I know of an old school building that was the same, they turned it into a sewing plant, then after that, it was turned into a furniture and appliance warehouse. Same situation, no three phase loads. New owner changed it to single phase, saved lots of money because it was now classified as a residential service, so price per kWh was much lower. Since lighting and receptacles were all 120, and forklifts were propane, very little had to be changed. Poco just changed the CT’s and meter, removed the other two transformers. 400 amp service.
 
Are all the panels 3 phase? Are there any 240 loads connected from A-B or B-C that might lose power if you cut back to 1 phase? That's how it is in my area, most buildings have a thing or two that would have to be moved to make everything work.
 
No reason to. You should be able to maintain existing panels.

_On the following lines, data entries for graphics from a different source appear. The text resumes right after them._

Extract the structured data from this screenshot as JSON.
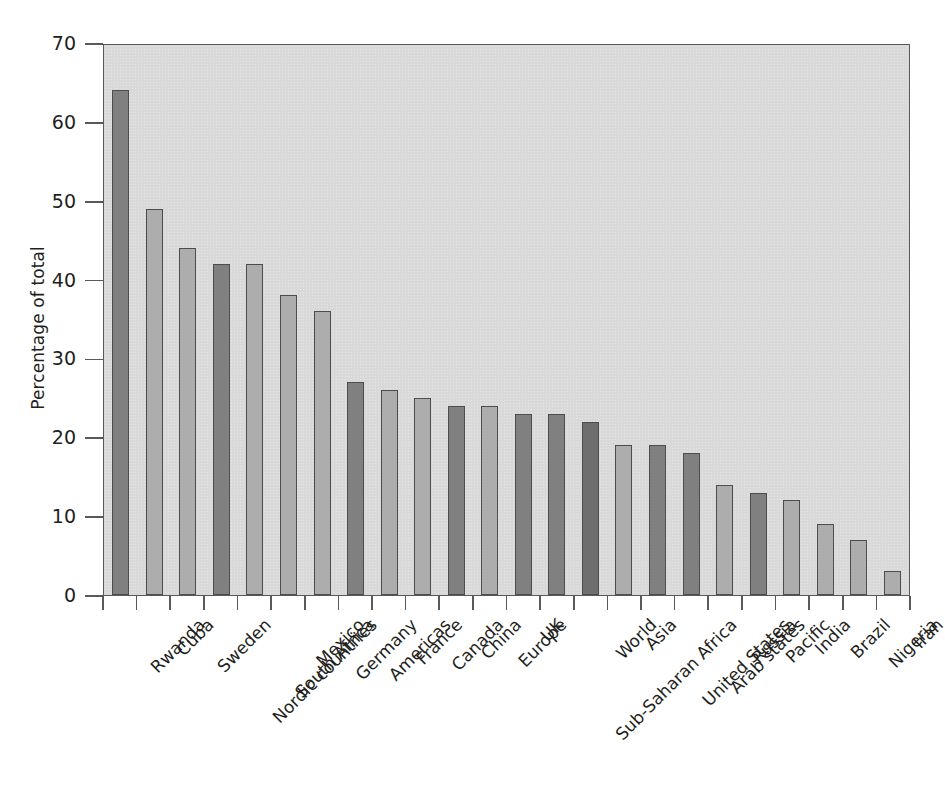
{
  "chart_data": {
    "type": "bar",
    "title": "",
    "xlabel": "",
    "ylabel": "Percentage of total",
    "ylim": [
      0,
      70
    ],
    "ytick_values": [
      0,
      10,
      20,
      30,
      40,
      50,
      60,
      70
    ],
    "ytick_labels": [
      "0",
      "10",
      "20",
      "30",
      "40",
      "50",
      "60",
      "70"
    ],
    "grid": false,
    "legend": "none",
    "panel_background": "#d9d9d9",
    "bar_shades": {
      "light": "#adadad",
      "dark": "#808080",
      "darkest": "#6e6e6e",
      "outline": "#4c4d4f"
    },
    "categories": [
      "Rwanda",
      "Cuba",
      "Sweden",
      "Nordic countries",
      "South Africa",
      "Mexico",
      "Germany",
      "Americas",
      "France",
      "Canada",
      "China",
      "Europe",
      "UK",
      "Sub-Saharan Africa",
      "World",
      "Asia",
      "United States",
      "Arab states",
      "Russia",
      "Pacific",
      "India",
      "Brazil",
      "Nigeria",
      "Iran"
    ],
    "values": [
      64,
      49,
      44,
      42,
      42,
      38,
      36,
      27,
      26,
      25,
      24,
      24,
      23,
      23,
      22,
      19,
      19,
      18,
      14,
      13,
      12,
      9,
      7,
      3
    ],
    "shades": [
      "dark",
      "light",
      "light",
      "dark",
      "light",
      "light",
      "light",
      "dark",
      "light",
      "light",
      "dark",
      "light",
      "dark",
      "dark",
      "darkest",
      "light",
      "dark",
      "dark",
      "light",
      "dark",
      "light",
      "light",
      "light",
      "light"
    ]
  }
}
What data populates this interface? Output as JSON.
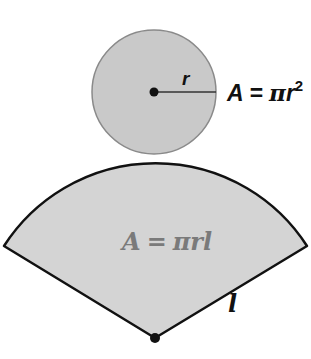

Even keep same meter socket if it is a 320 or less class. Single phase meter will plug into three phase socket. May need to swap conductors around within meter though as I believe the single phase meter will plug into the A and C positions in the socket and high leg is normally on the C phase position in metering equipment.
 
We own an old school building that has three phase with a high leg service coming in to it. It costs extra every month to keep it and we do not have anything that requires 3 phase. I am wondering if there are any real advantages to keeping it.
No need to keep it. POCO kills the high leg, the metering (if its not antiquated) and panels should all work fine.
 
No need to keep it. POCO kills the high leg, the metering (if its not antiquated) and panels should all work fine.
I was being charged for a high leg at my first shop, but didn't have it. Had the POCO turn it back on & we used occasionally. May have even had a slash rated breaker feeding some Cove Heaters. Shame on me. No one knew better back then. I didn't.
 
We own an old school building that has three phase with a high leg service coming in to it. It costs extra every month to keep it and we do not have anything that requires 3 phase. I am wondering if there are any real advantages to keeping it.
What is the building being used for ?
What is the long term plan for the building?
How much more does it cost than single phase?
 
What is the building being used for ?
What is the long term plan for the building?
How much more does it cost than single phase?
Right now it is used for storage units. We don't need a lot of power right now. The building covers 16,000 square feet and has numerous potentials for the future. When I ask the question the electric company was charging $85 a month extra. They have restructured the payment plan and it only costs $10 a month extra.
No reason to. You should be able to maintain existing panels.
 
I was actually wondering if there was a way to balance out all three phases to lower the overall bill but I can't find a good way to balance it because I would need to convert the high leg to 110. There does not seem to be a good way to do that.
 
They have restructured the payment plan and it only costs $10 a month extra.
Then i'd keep it.
I was actually wondering if there was a way to balance out all three phases to lower the overall bill but I can't find a good way to balance it because I would need to convert the high leg to 110.
I have dealt with that issue by converting lighting to 240V, it coincided with a LED upgrade.